Assessing the quality of linked bibliographic data

Dan Scott <https://dscott.ca/#i>

PhD student, McGill University

2019-04-29 Creative Commons License

Printed card from a library catalogue describing a book published in 1969

Photo credit: worthpoint.com

MARC record from a library catalogue describing same book published in 1969 with same values
Bibliographic dataLinked data
Printed cards A web of documents
Digital card catalogues A web of data
Records (fields with values)Entities and relationships
TextText and media
Records are shared, modified, resharedAnyone can say anything about anything
MetadataMetadata and data

Linked bibliographic data

  • From bibliographic records to linked bibliographic data:
    • Dublin Core Metadata Terms (dcterms) - 2003-
    • Bibliographic Ontology (bibo) - 2008-2009
    • FRBR-Aligned Bibliographic Ontology (fabio) - 2010-
    • Bibliographic Framework (BIBFRAME) - 2012-
    • Resource Description Access (RDA) - 2014-
Part of a MARC21 record showing fields and text
MARC record data
Corresponding data as BIBFRAME showing relationships between the book and film
Linked data

Data quality: why?

  • Standards are not sufficient, nor standard (Zhu et al, 2016)
  • Bibliographic data: history of collaborative efforts and challenges
  • Linked data: broad scope, sophisticated models, but limited results
  • Linked bibliographic data: early days, wide open

Seminal definition of data quality

data that are fit for use by data consumers Wang & Strong (1996)
  • "data consumers" means context is critical
  • Context for this work was MIS with defence systems

Data quality dimensions

Dimension CS models LIS models MIS models Total
Intrinsic structural consistency 6 4 4 14
Intrinsic accuracy 4 3 4 11
Intrinsic completeness 4 3 4 11
Accessibility 4 2 2 8
Completeness 5 1 2 8
Relevancy 4 2 2 8
Reputation 5 1 2 8
Timeliness 6 0 2 8
Relational accuracy 4 2 1 7
Relational structural consistency 5 1 1 7
Intrinsic concise representation 5 0 2 7

15 studies across CS (n=7), LIS (n=4), and MIS (n=4)

Data quality dimensions

Dimension CS models LIS models MIS models Total
Intrinsic complexity 0 2 2 4
Relational semantic consistency 1 3 0 4
Currency 1 2 1 4
Volatility 1 2 1 4

15 studies across CS (n=7), LIS (n=4), and MIS (n=4)
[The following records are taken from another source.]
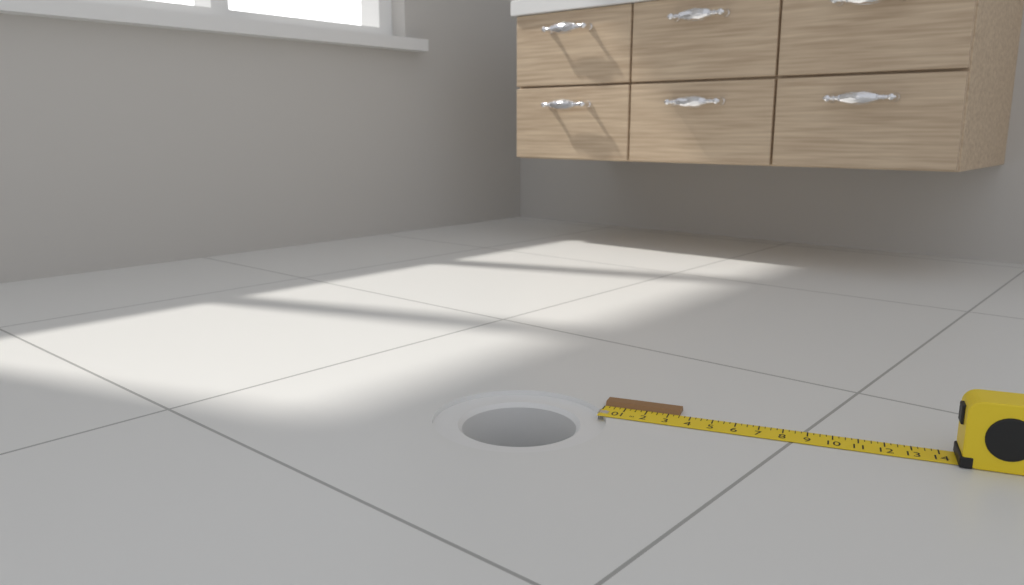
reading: 3.50 in
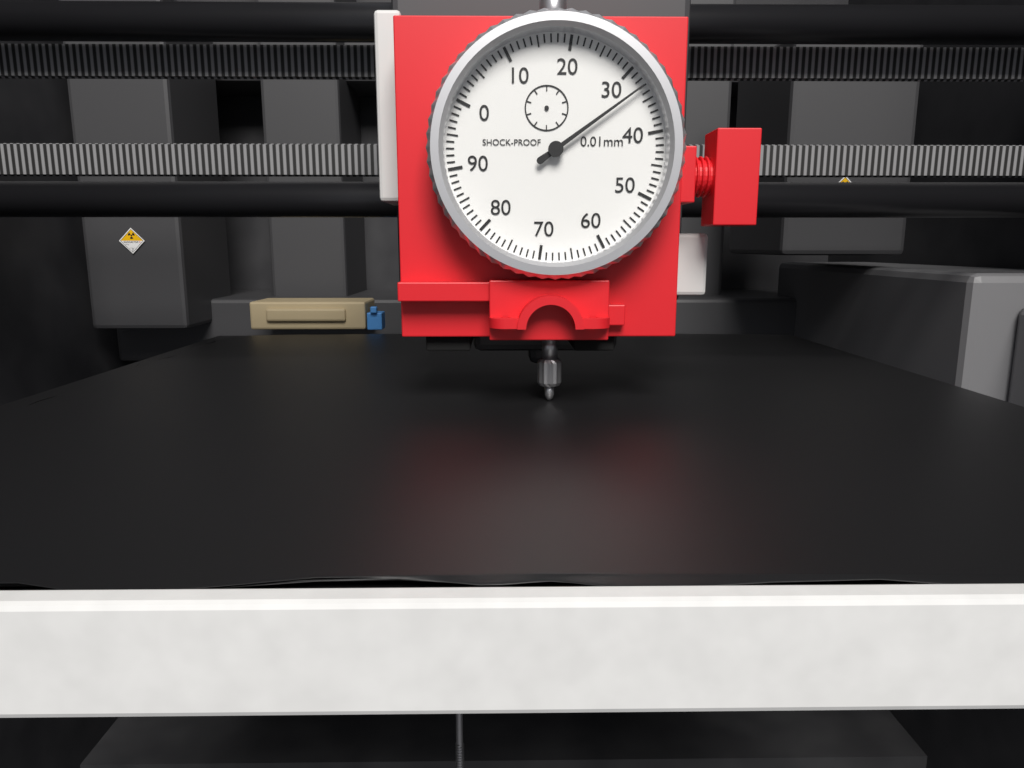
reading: 33 0.01mm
Data quality research methods

MethodCSLISMISGrand Total
Automated analysis92112
Benchmark33
Case studies1113
Content analysis88
Deductive reasoning224
Expert opinion22
Survey (quantitative)235
Test datasets123

33 studies across CS (n=11), LIS (n=19), and MIS (n=3)

Gaps and opportunities

Generalizability

  • Linked data: yes, but specificity is lacking
  • Bibliographic literature: no
    • Small scale
    • Dublin Core
    • Context bound

Reproducibility

  • External validity threat: history vs. open datasets
  • Lack of access to implementations, in-house datasets

Automation: breadth vs. depth

  • Billions of records: mostly syntax
  • Handfuls of records: rich semantics

Research questions

  1. How should libraries conceive of quality in the domain of linked bibliographic data?
  2. How can libraries meaningfully assess the quality of linked bibliographic data?
  3. How can libraries assess the quality of linked bibliographic data at scale?

References

Appendices

Proposal

  1. Synthesize a conceptual model for quality assessment of linked bibliographic data
  2. Compile a gold standard dataset of linked bibliographic data using the BIBFRAME vocabulary (Aalberg et al., 2018; Decourselle, 2016)
  3. Implement the conceptual model metrics in an automated assessment tool

Significance

  • Constructivist grounded theory is a new approach to model development for data quality
  • Gold standard dataset will ease the efforts of other researchers, in data quality and other inquiries
  • Assessment tool should enable libraries to evaluate and improve their linked bibliographic data early

Methodologies

  • Surveys
  • Interviews
  • Card sorting
  • Content analysis
  • Log analysis
  • Functional requirements heuristics
  • Deductive reasoning
  • Automated tools

Aggregations

From national union catalogues, cooperative cataloguing efforts, and OAI-PMH harvested records, to open knowledge graphs

Boissonas (1979); Bruce & Hillman (2004); Debattista et al. (2018); El-Sherbini (2010); Färber et al. (2017); Hider & Tan (2008); Moen et al. (1998); Stvilia et al. (2007);

Fitness for use

  • Heavy dependence on IFLA LRM (2017) tasks:
    • Find
    • Identify
    • Select
    • Obtain
    • Explore

Data consumers

  • "Data consumers" depend on context
  • Linked data broadens possible contexts
  • Consumers... but also producers?